I looked down from great heights today on all the little smiling intimacies. They are like happy babies to me, and my speech should play with them, if I can ever become worthy of their simplicity. The rhythm of all music is the systole and diastole of the Sacred Heart, which is the ebb and flow of an infinite ocean. This is the meaning, I think, of the old Gaelic rune, Ri tragadh s'ri lionadh, mar a bha, mar a tha, mar a bhitheas gu bragh ri traghadh s'ri lionadh. (The ebb and the flow, as it was, as it is, as it ever shall be, the ebb and the flow.) The resolute gaze of the soul toward this in love constitutes prayer in its only form. It shows blood to be the most rich and beautiful of human things, and its salt waves purify the flesh, as the salt waves of Gethsemane and Calvary redeemed the soul and its singing stars.

August 23.

My life so far has been a word, and not a deed.

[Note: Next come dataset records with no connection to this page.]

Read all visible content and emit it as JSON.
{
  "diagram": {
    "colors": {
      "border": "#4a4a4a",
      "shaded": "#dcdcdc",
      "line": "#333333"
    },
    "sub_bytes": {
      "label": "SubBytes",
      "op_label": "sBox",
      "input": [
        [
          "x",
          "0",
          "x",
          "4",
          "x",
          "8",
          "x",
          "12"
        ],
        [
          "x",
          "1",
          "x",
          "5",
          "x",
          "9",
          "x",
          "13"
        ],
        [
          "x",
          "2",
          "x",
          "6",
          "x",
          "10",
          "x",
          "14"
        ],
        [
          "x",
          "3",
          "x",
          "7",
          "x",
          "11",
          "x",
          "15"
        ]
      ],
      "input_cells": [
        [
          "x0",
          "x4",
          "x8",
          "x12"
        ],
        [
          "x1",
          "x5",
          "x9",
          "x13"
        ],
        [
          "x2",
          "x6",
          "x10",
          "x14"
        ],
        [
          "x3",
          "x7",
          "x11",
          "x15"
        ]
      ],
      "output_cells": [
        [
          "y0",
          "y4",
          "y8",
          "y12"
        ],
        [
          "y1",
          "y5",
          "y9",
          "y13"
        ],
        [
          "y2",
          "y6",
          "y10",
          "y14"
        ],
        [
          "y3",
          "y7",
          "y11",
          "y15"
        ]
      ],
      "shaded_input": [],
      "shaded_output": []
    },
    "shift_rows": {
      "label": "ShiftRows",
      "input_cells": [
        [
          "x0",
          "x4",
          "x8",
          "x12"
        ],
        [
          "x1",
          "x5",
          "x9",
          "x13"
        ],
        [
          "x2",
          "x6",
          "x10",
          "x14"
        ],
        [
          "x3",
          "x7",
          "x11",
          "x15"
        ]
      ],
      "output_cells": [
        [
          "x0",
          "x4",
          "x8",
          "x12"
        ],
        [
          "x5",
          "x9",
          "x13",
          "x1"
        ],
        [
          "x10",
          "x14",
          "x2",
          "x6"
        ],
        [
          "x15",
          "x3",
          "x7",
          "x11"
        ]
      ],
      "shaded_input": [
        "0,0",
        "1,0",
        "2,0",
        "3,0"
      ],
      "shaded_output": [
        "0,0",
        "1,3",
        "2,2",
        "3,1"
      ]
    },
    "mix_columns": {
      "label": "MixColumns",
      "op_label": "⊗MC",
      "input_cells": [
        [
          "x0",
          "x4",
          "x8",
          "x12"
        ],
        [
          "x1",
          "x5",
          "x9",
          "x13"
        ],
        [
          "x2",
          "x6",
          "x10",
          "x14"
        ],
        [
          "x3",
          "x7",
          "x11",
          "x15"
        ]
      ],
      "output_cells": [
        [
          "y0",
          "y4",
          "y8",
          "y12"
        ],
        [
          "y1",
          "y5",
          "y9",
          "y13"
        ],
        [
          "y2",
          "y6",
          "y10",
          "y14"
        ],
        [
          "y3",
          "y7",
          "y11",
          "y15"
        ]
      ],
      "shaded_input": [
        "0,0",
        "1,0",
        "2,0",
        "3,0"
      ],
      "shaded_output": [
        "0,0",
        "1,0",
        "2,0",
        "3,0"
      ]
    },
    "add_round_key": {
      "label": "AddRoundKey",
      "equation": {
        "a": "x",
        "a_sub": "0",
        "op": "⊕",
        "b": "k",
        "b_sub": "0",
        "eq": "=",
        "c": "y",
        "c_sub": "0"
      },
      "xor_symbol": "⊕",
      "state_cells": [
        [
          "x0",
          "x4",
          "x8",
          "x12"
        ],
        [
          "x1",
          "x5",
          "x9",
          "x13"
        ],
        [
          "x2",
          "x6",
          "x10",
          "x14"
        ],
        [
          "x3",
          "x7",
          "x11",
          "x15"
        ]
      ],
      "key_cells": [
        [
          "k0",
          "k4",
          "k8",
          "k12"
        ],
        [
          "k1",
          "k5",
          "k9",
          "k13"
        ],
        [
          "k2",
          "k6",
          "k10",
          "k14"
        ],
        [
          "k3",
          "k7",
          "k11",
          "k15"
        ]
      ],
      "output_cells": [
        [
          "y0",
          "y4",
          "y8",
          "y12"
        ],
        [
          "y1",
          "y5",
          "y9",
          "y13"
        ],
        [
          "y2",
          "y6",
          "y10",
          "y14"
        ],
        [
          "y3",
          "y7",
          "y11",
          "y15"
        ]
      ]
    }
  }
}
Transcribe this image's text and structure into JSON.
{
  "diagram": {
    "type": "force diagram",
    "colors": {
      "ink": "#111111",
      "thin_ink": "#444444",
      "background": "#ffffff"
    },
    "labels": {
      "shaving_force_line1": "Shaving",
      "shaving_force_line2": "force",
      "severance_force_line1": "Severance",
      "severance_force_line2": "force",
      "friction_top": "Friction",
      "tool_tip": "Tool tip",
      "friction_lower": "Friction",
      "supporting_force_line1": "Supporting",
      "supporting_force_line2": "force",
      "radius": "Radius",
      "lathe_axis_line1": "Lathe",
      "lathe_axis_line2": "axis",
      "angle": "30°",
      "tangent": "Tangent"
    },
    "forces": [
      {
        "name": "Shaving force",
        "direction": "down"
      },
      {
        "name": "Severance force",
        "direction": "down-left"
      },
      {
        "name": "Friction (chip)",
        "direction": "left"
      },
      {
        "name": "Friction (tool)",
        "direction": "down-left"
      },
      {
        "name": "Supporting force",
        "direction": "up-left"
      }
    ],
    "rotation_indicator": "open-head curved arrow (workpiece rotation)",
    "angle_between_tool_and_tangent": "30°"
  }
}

But the world was not redeemed until the Word BECAME FLESH—AND DWELT AMONGST US. Mary S—— met us on the roads today and said, "I hope that we'll be meeting in Heaven, we seem to meet so often now." I sleep at night in a cruciform position adoring beauty with every faculty save my will, the most necessary of all.

August 24.

In the open today amid a hurricane of wind … I walked with a childish old man with a pleasant soul. The wind brought meteor showers of beauty to the body. It rained grace in the sky of noon.

I could carry overflowing happiness now even to New York. Today reminded me of the sunlight on the roar of Broadway. God is on the wind tonight, and is beating down my will with his wings.

August 25.

I lay through a night of tempestuous wind with the open window at my head. I awoke and saw myself face to face in my weakness. It rained all day. … I can hardly bear my love today. It is a terrific dynamo of silence. But it will be very long before I shall fulfill my worthiness. If one could always remember that he is a saviour, and carry humanity with him, his will would be inflexible and every act an exulting humility. All nature is but a mantle which the wind of my spirit disposes in folds about me, and humanity is the chalice in which I may communicate with God,—a chalice woven of our singing flesh and heart and brain and will, wherein the will is its depth, the Atlas which bears the Sacred Body and Blood when it is given to us.

August 26.

Sorrow has come at last. Full moon, and life is at the flood. The precept of all adversity is of course that the ebb tide of fortune is our flood toward God. Even the lamp tonight is singing in the room.

August 27.

The experience still turns inward to the heart of life. I now see the core of it. It burns, of course, but think of the wheel it carries. A few days ago I was on the circumference. Now I have found the center. A day of rain and wind and exterior disturbances. But I have found my cenacle.

August 28.

A victory for the will. … It is strange that every vital lesson that experience teaches can never be expressed in words. The past few days have taught me more than the rest of the summer. There will always be a secrecy of the soul, and what this contains constitutes God's image and likeness. Life sings tonight in every atom its marvelous chemistry of change and prophecy. Nature knows no elegies, since it may never triumph over aught but dust. But the highest dream is less worthy than the simplest deed, and we must forget the knowledge of good and evil. I would exchange all the knowledge I have gained for the grace to perform the slightest act of St. Francis. God has made our opportunity infinite by giving us an eternal standard of values,—that is all.

August 29.

I am afraid to write further for fear that I shall soon become self-conscious. … It is strange that the will did not come home to me as a complete experience before. I simply had the foreboding of it. This summer on the 9th of August I heard the Fourth Syllable in its awfulness for the first time, and understood the mystery of the Redemption. The time has now come to close this book, for the record is complete, and may not be reopened until I redeem my will.

They departed into their own country another way.